Quiet Riot

PROTEST SPACE: When Speech is Zoned, is it Free?

| PLUS

| The New World

| Euro Space

| Nano Space

| Space Space

| Relationship Space

| Dump Space

| Atlas Space

| Voice Space

| Office Space

| Home Space

| Bush Space

| Protest Space

| Boom Space

| Body Space

| Research Space

| Tight Space

| Art Space

| Sex Space

| Border Space

| Crowd Space

| Future Space

| Secure Space

| Color Space

| Blog Space

| Waning Space

| Robo Space

| DNA Space

| Ad Space

| Golf Space

| Limbo Space

| Public Space

The public image projected during the G8 summit in July 2001 could not have been more imperial. Thirteen-foot barbed steel fences demarcated two restricted zones within the historic center of Genoa, Italy: Red, for residents and delegates, and Yellow, under police control, for demonstrators. Voided of local activity, the city gained an urbanism of eerie luxury; emptiness blanketed the normally Fiat-filled streets surrounding the Palazzo Ducale. The silence caused some journalists to compare the metropolis to medieval towns hit by the bubonic plague. They were wrong. The minicity that emerged in Genoa belonged entirely to the 21st century. The streets were cannily rezoned, with physical space neatly containing and curtailing speech and action. Organized protest had met the security state's science of crowd control: free speech zoning.

| Armin Linke Armin Linke

Urban zoning originated in 19th-century Europe as a tool for regulating land and building uses. The movement grew out of concerns over the way cities were being transformed by industrialization. In the US, New York's 1916 Zoning Ordinance codified the size and location of skyscrapers to allow light to reach the streets below. But by the time of Genoa 85 years later, regulations had shifted from height and land use to limits on population density and access. From a tool of permanence and planning, zoning became an instrument of transience and politics.
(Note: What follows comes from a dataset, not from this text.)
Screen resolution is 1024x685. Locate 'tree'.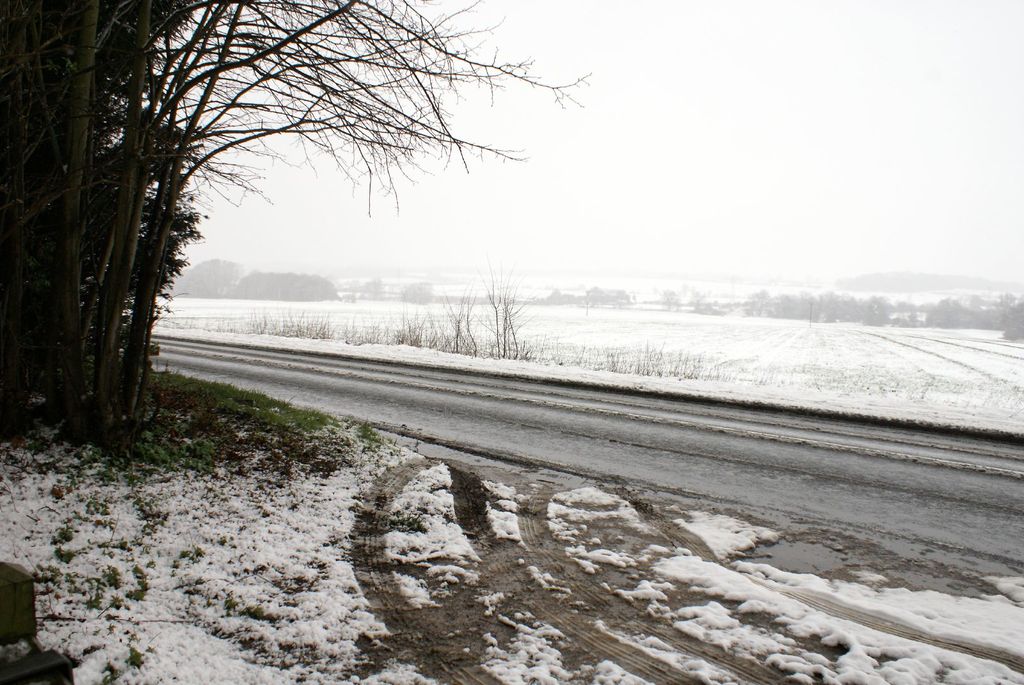
<region>0, 0, 593, 451</region>.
Today, our public sphere – spaces where people can freely exchange opinions, including physical locales like cafés as well as figurative ones like newspapers – appears to be imploding. What we call public is being radically compressed into, at best, mere megabytes. Genoa will forever be remembered as the summit whose carefully calibrated precincts were pierced by the haunting death of 23-year-old protester Carlo Giuliani. The Red Zone's meetings were far less attractive to cameras than the colorful cacophony surrounding them, and many of the 430 people injured in the Yellow Zone shared media airspace with G8 heads of state.
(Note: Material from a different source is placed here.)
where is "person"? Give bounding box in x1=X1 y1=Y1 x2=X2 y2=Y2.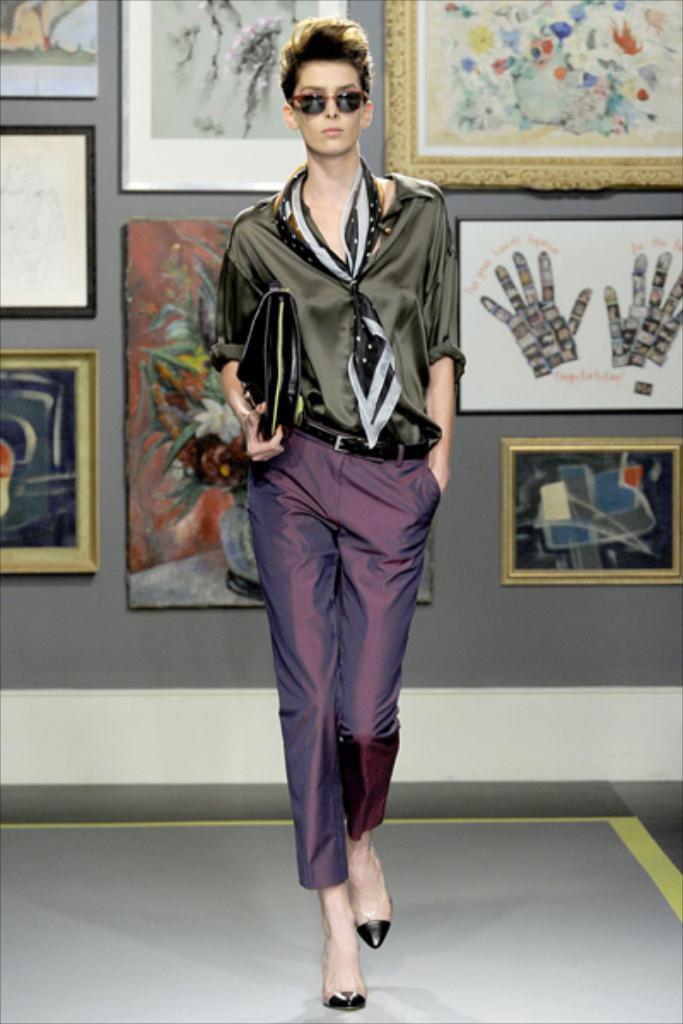
x1=208 y1=9 x2=466 y2=1012.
If Genoa partitioned free speech, subsequent G8 conferences have pushed it even further from the action. The 2002 meeting was held in Kananaskis, Alberta – a region so remote that even delegates had difficulty reaching it. And the 2003 venue of Evian, a French spa town squeezed between a mountain and a lake, explicitly excluded protesters from Evian itself – forcing them onto Web sites, where they plotted a blockade of the town's access roads.

| Armin Linke Armin Linke

Such Web activism has blurred the distinction between organized and spontaneous speech. Web-fueled protests, such as those this spring against the war in Iraq, offer the perfect Alice-in-Wonderland escape hatch from Genoa-like controls. For all its benefits, the Web remains a virtual space. To the extent it enables speech to break free of containment, it is a welcome tool. But it isn't altogether the solution. Our Free Speech Zone needs a new shape, one with less mapping and more latitude. If it's dull nostalgia to dream of café politics, it's deliberate neglect to stand by while dialog and debate are zoned out of our democracies.